Todd attended boarding school in the 1960s and 70s. He describes ‘varying forms of sexual, psychological and physical abuse, meted out daily … amounting to torture’. He was sexually assaulted on a number of occasions, but ‘not as badly as some’. Along with this, the pupils endured violent beatings, force-feeding, bullying, taunting and humiliation.

He and other boys tried desperate measures to gain some respite from the abuse in the sick bay, such as forcing themselves to vomit.

Todd was seven years old when he arrived at the school. He describes how envious he felt when after a couple of terms, one of his friends had a breakdown and was hastily removed by his parents.

He writes ‘It is the psychological abuse that affects one most, casting the longest shadow’. 

When Todd was 12 years old, he was due to move to the senior dormitories. He writes that he knew ‘what horrors lay in store for us … where Mr Smith – a vile, 24/7, unfettered paedophile and sadist – reigned for some years over the older boys’. 

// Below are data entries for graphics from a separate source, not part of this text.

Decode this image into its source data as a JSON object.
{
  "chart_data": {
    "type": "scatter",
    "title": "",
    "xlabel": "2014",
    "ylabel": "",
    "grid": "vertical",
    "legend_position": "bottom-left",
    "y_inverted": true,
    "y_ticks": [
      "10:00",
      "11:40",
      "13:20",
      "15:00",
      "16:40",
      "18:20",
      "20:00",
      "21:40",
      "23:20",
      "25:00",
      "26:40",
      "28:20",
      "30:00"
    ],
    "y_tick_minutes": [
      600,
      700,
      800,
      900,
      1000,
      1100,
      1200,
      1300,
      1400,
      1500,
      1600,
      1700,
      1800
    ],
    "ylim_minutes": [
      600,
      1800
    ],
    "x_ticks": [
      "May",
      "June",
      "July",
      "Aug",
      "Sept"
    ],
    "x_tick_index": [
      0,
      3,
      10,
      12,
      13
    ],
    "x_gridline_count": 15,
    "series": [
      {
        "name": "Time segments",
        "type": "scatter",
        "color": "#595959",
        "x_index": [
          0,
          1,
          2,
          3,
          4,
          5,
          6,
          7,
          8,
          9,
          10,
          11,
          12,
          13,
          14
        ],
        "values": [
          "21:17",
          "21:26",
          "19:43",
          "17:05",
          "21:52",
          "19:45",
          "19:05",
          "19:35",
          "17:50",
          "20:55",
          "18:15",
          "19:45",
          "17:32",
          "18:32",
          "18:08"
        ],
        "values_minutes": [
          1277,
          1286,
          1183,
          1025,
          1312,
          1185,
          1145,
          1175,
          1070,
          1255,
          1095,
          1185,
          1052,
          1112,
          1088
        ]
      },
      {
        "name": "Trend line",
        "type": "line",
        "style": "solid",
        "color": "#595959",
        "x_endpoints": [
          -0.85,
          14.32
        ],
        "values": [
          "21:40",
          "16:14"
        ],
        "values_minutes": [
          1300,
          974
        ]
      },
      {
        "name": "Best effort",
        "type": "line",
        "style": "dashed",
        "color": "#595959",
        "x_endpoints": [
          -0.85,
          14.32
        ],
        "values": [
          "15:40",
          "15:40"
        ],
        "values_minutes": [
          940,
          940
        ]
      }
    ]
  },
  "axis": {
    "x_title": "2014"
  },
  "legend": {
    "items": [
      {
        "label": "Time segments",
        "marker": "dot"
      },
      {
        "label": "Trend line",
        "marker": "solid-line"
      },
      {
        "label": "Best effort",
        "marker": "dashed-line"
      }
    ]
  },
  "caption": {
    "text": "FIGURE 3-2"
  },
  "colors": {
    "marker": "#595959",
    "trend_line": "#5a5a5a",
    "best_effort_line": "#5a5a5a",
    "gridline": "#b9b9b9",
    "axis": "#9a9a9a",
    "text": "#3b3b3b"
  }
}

On occasions when the headteacher was away, Mr Smith would take charge, and ‘the school would become hell’.

Todd continues ‘I decided to fight back’ and he spoke to the wife of one of the more sympathetic teachers about Mr Smith’s behaviour. He writes ‘Mr Smith was eventually “removed” without fuss, allegedly going on to open a sweet shop’. Todd believes that Mr Smith continued to visit another prestigious Catholic boarding school run by monks.

Todd left the school when he was in his early teens ‘having suffered the first of countless breakdowns – a child alcoholic, broken and traumatised’. 

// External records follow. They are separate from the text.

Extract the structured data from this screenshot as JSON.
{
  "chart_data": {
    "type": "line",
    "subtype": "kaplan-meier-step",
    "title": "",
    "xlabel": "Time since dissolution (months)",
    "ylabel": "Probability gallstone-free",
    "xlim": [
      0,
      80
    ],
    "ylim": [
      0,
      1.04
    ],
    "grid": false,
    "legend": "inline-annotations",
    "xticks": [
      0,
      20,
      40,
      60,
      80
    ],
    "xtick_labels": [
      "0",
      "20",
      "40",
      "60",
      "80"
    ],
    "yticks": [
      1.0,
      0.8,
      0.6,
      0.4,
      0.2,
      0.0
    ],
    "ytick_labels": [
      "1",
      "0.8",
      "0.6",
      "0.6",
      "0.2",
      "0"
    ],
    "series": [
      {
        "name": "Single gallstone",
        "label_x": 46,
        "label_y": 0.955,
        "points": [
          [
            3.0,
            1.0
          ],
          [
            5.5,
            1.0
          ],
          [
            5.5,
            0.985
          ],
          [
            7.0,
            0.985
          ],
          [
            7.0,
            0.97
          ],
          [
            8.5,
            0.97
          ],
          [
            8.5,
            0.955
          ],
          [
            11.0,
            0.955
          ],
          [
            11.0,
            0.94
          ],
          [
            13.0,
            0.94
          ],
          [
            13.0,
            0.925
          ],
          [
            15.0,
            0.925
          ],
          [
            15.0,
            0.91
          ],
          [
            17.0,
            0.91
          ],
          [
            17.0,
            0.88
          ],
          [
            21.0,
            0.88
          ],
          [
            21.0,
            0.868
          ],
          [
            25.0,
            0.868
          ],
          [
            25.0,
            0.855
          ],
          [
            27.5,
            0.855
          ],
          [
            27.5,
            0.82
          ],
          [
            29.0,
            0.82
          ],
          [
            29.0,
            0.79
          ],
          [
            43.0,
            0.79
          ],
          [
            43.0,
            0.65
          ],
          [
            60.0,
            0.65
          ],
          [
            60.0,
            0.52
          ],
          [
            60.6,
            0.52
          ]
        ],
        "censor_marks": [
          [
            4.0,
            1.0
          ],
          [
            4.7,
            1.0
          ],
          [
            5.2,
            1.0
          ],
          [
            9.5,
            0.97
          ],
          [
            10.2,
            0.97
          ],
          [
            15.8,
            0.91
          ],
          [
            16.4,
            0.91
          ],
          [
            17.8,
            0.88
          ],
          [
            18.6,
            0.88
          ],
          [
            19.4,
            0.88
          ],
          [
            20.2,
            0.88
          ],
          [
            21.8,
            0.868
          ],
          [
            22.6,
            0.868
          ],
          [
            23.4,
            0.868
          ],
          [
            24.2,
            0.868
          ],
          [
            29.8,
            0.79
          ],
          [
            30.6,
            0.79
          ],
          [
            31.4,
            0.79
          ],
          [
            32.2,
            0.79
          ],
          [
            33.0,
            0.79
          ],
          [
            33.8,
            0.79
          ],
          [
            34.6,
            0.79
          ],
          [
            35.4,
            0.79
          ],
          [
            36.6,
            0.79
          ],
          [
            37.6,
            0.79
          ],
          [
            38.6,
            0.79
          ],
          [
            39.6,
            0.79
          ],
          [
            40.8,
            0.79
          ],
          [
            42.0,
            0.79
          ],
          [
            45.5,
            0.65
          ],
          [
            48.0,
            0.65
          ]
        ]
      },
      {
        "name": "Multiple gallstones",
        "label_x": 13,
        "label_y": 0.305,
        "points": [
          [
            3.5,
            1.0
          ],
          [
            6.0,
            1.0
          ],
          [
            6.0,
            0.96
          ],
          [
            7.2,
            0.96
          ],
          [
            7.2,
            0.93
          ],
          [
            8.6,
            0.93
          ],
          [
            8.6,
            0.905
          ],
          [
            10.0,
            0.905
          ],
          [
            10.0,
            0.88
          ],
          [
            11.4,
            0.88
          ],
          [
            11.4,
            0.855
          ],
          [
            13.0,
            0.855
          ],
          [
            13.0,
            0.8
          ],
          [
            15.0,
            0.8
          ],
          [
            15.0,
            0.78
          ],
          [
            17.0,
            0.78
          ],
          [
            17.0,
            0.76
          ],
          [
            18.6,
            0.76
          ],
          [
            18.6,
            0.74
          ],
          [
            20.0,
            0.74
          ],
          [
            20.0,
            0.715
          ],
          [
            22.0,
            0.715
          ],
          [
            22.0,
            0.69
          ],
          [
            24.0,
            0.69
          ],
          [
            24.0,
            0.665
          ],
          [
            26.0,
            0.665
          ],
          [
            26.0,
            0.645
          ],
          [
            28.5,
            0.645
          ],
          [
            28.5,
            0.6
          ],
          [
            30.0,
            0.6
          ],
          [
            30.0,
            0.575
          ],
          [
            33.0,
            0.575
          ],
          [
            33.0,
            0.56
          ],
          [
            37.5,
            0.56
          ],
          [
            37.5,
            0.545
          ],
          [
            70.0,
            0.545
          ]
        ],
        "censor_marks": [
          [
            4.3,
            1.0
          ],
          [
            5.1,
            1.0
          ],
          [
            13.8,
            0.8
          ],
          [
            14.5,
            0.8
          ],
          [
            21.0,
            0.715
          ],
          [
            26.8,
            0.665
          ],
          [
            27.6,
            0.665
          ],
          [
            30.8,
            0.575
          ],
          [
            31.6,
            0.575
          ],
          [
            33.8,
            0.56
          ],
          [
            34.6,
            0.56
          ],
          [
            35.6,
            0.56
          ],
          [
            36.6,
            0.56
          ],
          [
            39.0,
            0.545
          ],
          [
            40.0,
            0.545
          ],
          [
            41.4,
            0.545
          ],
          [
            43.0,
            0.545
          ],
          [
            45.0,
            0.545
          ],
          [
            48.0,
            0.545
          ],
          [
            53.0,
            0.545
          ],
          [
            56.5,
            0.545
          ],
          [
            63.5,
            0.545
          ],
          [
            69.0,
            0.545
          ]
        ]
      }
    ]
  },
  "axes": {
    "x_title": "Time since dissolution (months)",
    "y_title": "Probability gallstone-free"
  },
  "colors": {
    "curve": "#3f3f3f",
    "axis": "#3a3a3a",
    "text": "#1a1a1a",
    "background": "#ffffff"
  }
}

Nearly 30 years later, Todd emailed the headmaster then in post, setting out what had happened to him at the school and questioning why Mr Smith had never been brought to justice. He did not receive a response. Mr Smith died a few years after.

Todd describes a heavy toll of debilitating impacts that he has struggled with as a result of the horrific abuse he experienced as a child. These include flashbacks, depression, ill-health, homelessness and broken relationships. He has low confidence and anxiety. He has self-harmed, abused drugs and alcohol, and attempted suicide. 

Todd comments ‘A very far cry from the fearless, confident and happy seven-year-old child who arrived through the gates of the school … I have tried hard over the years to conquer my demons and move on, but meaningful recovery now seems remote’.

He feels he was criminally betrayed by the people who were entrusted to care for him, who then covered up crimes. ‘Sadly, it is probably no longer possible to hold them to account … as most of the key players are dead’ he says.

Todd believes that deep-rooted institutional abuse is widespread and systemic throughout the UK. He concludes ‘Radical re-thinking, root and branch reform, is required across all sectors’.